6. Bring the liquid to a boil and immediately reduce the heat so that you only see the occasional bubble. Add a healthy pinch of salt. Braise, partially covered, taking care that the liquid does not eddy until the meat is very soft just still holds its shape, for about iii hours. One 60 minutes into simmering, add together the soy sauce, sherry and honey. Skim the fat and foam from the liquid as often and as thoroughly every bit possible. The resulting liquid should exist dark simply not cloudy.

7. Tendons melt at a different rate and may take between two-four hours. The same precautions apply. Take care non to eddy the liquid, and melt until the tendons are very soft and the braising liquid has a syrup-similar viscosity.
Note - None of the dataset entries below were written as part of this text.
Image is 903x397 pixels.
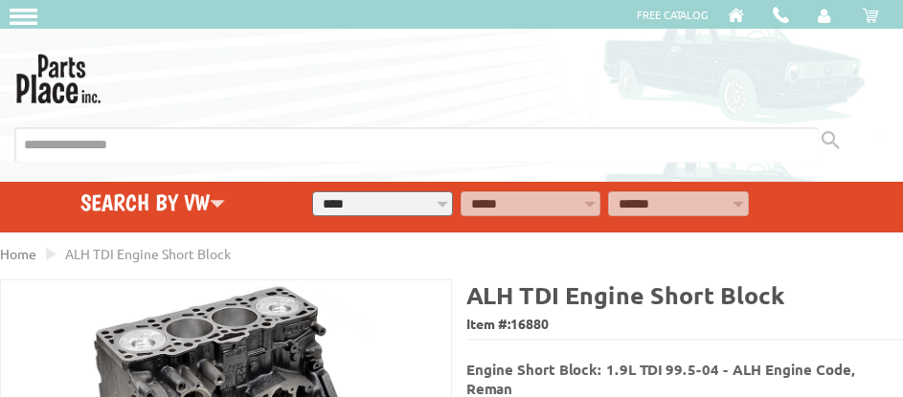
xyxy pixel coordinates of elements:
span: ALH TDI Engine Short Block [65,245,231,262]
h4: Search by VW [4,189,301,216]
img: Parts Place Inc! [14,48,102,103]
span: 16880 [510,315,549,332]
b: ALH TDI Engine Short Block [466,280,784,310]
8. Once everything is cooked and soft, prepare the soup. Heat the remaining chicken stock with some slices of ginger in it. In a split pot, bring four quarts of salted h2o to a boil. Blanch the quartered babe bok choy or choy sum for i minute and remove from water but do not drain. Bring the same water back to a boil and melt the noodles until soft, 1-3 minutes (check parcel instructions). Drain h2o. Portion the noodles into deep soup bowls, meridian with the blanched dark-green vegetables; a few pieces of beefiness and tendon; a ladle of braising liquid, including some of the tendon braising liquid, which adds tremendous body and heft to the goop; and a ladle of hot stock. Top with chopped scallions and chopped pickled mustard greens. A drizzle of chile crisp is nice, as is a splash of sherry vinegar.

Pickled Mustard Greens

  • Suspension apart well-nigh 1 pound of mature mustard greens. Piece the thick ends of the leaves into ¼-inch slices.
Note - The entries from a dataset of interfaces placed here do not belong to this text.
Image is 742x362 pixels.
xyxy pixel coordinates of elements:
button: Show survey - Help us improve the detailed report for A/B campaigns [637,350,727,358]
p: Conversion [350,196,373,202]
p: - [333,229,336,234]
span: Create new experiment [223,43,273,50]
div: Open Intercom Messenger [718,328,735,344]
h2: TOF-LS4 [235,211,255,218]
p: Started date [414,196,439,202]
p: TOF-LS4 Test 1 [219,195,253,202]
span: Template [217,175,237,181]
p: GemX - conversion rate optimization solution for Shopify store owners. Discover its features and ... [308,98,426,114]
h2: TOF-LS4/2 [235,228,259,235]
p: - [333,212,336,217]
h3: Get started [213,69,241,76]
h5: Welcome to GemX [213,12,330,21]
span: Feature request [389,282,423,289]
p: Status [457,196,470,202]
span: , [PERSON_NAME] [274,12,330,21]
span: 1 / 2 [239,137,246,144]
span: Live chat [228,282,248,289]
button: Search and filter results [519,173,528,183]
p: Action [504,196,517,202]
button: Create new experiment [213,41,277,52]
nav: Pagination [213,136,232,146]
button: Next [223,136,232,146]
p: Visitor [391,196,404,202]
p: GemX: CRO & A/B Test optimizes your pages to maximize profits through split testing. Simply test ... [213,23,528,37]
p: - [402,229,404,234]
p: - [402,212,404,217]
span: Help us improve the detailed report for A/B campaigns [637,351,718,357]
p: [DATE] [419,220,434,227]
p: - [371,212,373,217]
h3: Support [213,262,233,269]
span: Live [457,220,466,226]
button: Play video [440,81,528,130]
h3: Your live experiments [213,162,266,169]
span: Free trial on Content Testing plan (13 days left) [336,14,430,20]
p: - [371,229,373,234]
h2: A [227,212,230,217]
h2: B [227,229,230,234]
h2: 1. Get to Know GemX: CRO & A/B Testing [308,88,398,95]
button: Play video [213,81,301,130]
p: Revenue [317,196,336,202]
  • Lay the mustard greens on a blistering rack on the counter to wilt for a day.

  • Toss the leaves and stems with ½ loving cup of kosher salt, place in a colander to drain overnight. Y'all tin can weigh the greens down with a can.

  • The next day, bleed but don't rinse the greens. Pack them in a clean, sterile jar. Add iii cloves of garlic and a republic of chile and fill the jar with boiling water.

  • Exit the sealed jar out for at least a whole 24-hour interval at room temperature, so let the whole thing ferment in the refrigerator for 3-5 days and enjoy. Utilize within a calendar week after opening.